Report: ACA plans have a third fewer providers than employer-based plans

By Lena H. Sun
July 15 at 5:48 PM - The Washington Post

Consumers who bought insurance on the health exchanges last year had access to one-third fewer doctors and hospitals, on average, than people with traditional employer-provided coverage, according to an analysis released Wednesday.

The study by consulting firm Avalere Health provides a statistical basis for anecdotal reports from consumers and others about the more limited doctor and hospital choices in plans offered on marketplaces created by the Affordable Care Act.

In these gnarrow networks,h health plans negotiate contracts with a select number of providers who agree to be reimbursed at lower rates. That means the insurers can set their premiums lower, at least theoretically. But, depending on the planfs design, consumers typically pay more, and sometimes much more, if they use a doctor or hospital outside the network.

Compared with traditional employer coverage, exchange plans had networks with 42 percent fewer cancer and cardiac specialists; 32 percent fewer mental health and primary-care doctors, and 24 percent fewer hospitals, the Avalere analysis found.

The report underscores the importance of consumers knowing whether particular doctors or hospitals are included in their plansf networks. Some plans, such as HMOs, donft permit out-of-network coverage.

Other plans do cover care provided by out-of-network doctors and hospitals, but consumers pay more out of pocket than they would if they went to in-network providers. And in those plans, consumers may find that those costs donft count toward their deductibles or out-of-pocket maximums.

Insurance companies tend to be excluding traditional, high-cost teaching hospitals and gexpensive, prestigious providersh from the networks, said Dan Mendelson, Avalerefs chief executive. Thatfs not necessarily bad for consumers, he said, because having several choices of providers does not always improve quality of care.

A more tightly controlled network of providers could mean better management of chronic conditions, such as diabetes and high blood pressure, he said.

A May study in Health Affairs found that California hospital networks are narrower in exchange plans than in commercial plans, but that the networks have a comparable or even higher average quality than networks of their commercial counterparts.

A poll last year by the Kaiser Family Foundation found that the people most likely to buy coverage on the insurance marketplaces were more willing than the public at large and people with employment-based coverage to accept a narrower network of doctors and hospitals in exchange for lower costs. In general, older people and those with higher incomes prefer broad networks, even if they cost more, while younger people and those with lower incomes are more evenly divided.

Avalere researchers analyzed data submitted by the health plans for the largest rating region in each of the five states that had the highest enrollment in exchanges for 2015 coverage: California, Florida, Georgia, North Carolina and Texas. Avalere compared the average number of providers in exchange networks with commercial networks in the same geographic area for each of the five categories of providers.

Lena H. Sun is a national reporter for The Washington Post, focusing on health.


PROMPT: Restate all entries exactly. Skip the images.
(EXERCISE DATA begins)
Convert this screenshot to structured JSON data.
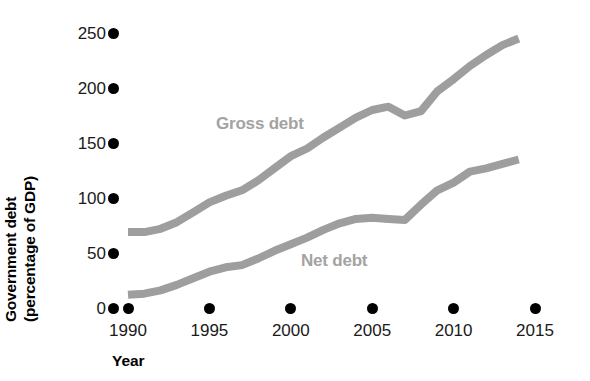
{
  "chart_data": {
    "type": "line",
    "title": "",
    "xlabel": "Year",
    "ylabel": "Government debt (percentage of GDP)",
    "ylabel_line1": "Government debt",
    "ylabel_line2": "(percentage of GDP)",
    "xlim": [
      1990,
      2015
    ],
    "ylim": [
      0,
      250
    ],
    "xticks": [
      1990,
      1995,
      2000,
      2005,
      2010,
      2015
    ],
    "xtick_labels": [
      "1990",
      "1995",
      "2000",
      "2005",
      "2010",
      "2015"
    ],
    "yticks": [
      0,
      50,
      100,
      150,
      200,
      250
    ],
    "ytick_labels": [
      "0",
      "50",
      "100",
      "150",
      "200",
      "250"
    ],
    "grid": false,
    "legend_position": "inline-annotation",
    "line_color": "#9e9e9e",
    "tick_color": "#000000",
    "text_color": "#1a1a1a",
    "series": [
      {
        "name": "Gross debt",
        "label_x": 1998.6,
        "label_y": 168,
        "x": [
          1990,
          1991,
          1992,
          1993,
          1994,
          1995,
          1996,
          1997,
          1998,
          1999,
          2000,
          2001,
          2002,
          2003,
          2004,
          2005,
          2006,
          2007,
          2008,
          2009,
          2010,
          2011,
          2012,
          2013,
          2014
        ],
        "values": [
          69,
          69,
          72,
          78,
          87,
          96,
          102,
          107,
          116,
          127,
          138,
          145,
          155,
          164,
          173,
          180,
          183,
          175,
          179,
          197,
          208,
          220,
          230,
          239,
          245
        ]
      },
      {
        "name": "Net debt",
        "label_x": 2003.2,
        "label_y": 44,
        "x": [
          1990,
          1991,
          1992,
          1993,
          1994,
          1995,
          1996,
          1997,
          1998,
          1999,
          2000,
          2001,
          2002,
          2003,
          2004,
          2005,
          2006,
          2007,
          2008,
          2009,
          2010,
          2011,
          2012,
          2013,
          2014
        ],
        "values": [
          12,
          13,
          16,
          21,
          27,
          33,
          37,
          39,
          45,
          52,
          58,
          64,
          71,
          77,
          81,
          82,
          81,
          80,
          94,
          107,
          114,
          124,
          127,
          131,
          135
        ]
      }
    ]
  },
  "axis": {
    "y_title_line1": "Government debt",
    "y_title_line2": "(percentage of GDP)",
    "x_title": "Year"
  },
  "annotations": {
    "gross": "Gross debt",
    "net": "Net debt"
  }
}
(EXERCISE DATA ends)
RESPONSE:
Convert this screenshot to structured JSON data.
{
  "chart_data": {
    "type": "line",
    "title": "",
    "xlabel": "Year",
    "ylabel": "Government debt (percentage of GDP)",
    "ylabel_line1": "Government debt",
    "ylabel_line2": "(percentage of GDP)",
    "xlim": [
      1990,
      2015
    ],
    "ylim": [
      0,
      250
    ],
    "xticks": [
      1990,
      1995,
      2000,
      2005,
      2010,
      2015
    ],
    "xtick_labels": [
      "1990",
      "1995",
      "2000",
      "2005",
      "2010",
      "2015"
    ],
    "yticks": [
      0,
      50,
      100,
      150,
      200,
      250
    ],
    "ytick_labels": [
      "0",
      "50",
      "100",
      "150",
      "200",
      "250"
    ],
    "grid": false,
    "legend_position": "inline-annotation",
    "line_color": "#9e9e9e",
    "tick_color": "#000000",
    "text_color": "#1a1a1a",
    "series": [
      {
        "name": "Gross debt",
        "label_x": 1998.6,
        "label_y": 168,
        "x": [
          1990,
          1991,
          1992,
          1993,
          1994,
          1995,
          1996,
          1997,
          1998,
          1999,
          2000,
          2001,
          2002,
          2003,
          2004,
          2005,
          2006,
          2007,
          2008,
          2009,
          2010,
          2011,
          2012,
          2013,
          2014
        ],
        "values": [
          69,
          69,
          72,
          78,
          87,
          96,
          102,
          107,
          116,
          127,
          138,
          145,
          155,
          164,
          173,
          180,
          183,
          175,
          179,
          197,
          208,
          220,
          230,
          239,
          245
        ]
      },
      {
        "name": "Net debt",
        "label_x": 2003.2,
        "label_y": 44,
        "x": [
          1990,
          1991,
          1992,
          1993,
          1994,
          1995,
          1996,
          1997,
          1998,
          1999,
          2000,
          2001,
          2002,
          2003,
          2004,
          2005,
          2006,
          2007,
          2008,
          2009,
          2010,
          2011,
          2012,
          2013,
          2014
        ],
        "values": [
          12,
          13,
          16,
          21,
          27,
          33,
          37,
          39,
          45,
          52,
          58,
          64,
          71,
          77,
          81,
          82,
          81,
          80,
          94,
          107,
          114,
          124,
          127,
          131,
          135
        ]
      }
    ]
  },
  "axis": {
    "y_title_line1": "Government debt",
    "y_title_line2": "(percentage of GDP)",
    "x_title": "Year"
  },
  "annotations": {
    "gross": "Gross debt",
    "net": "Net debt"
  }
}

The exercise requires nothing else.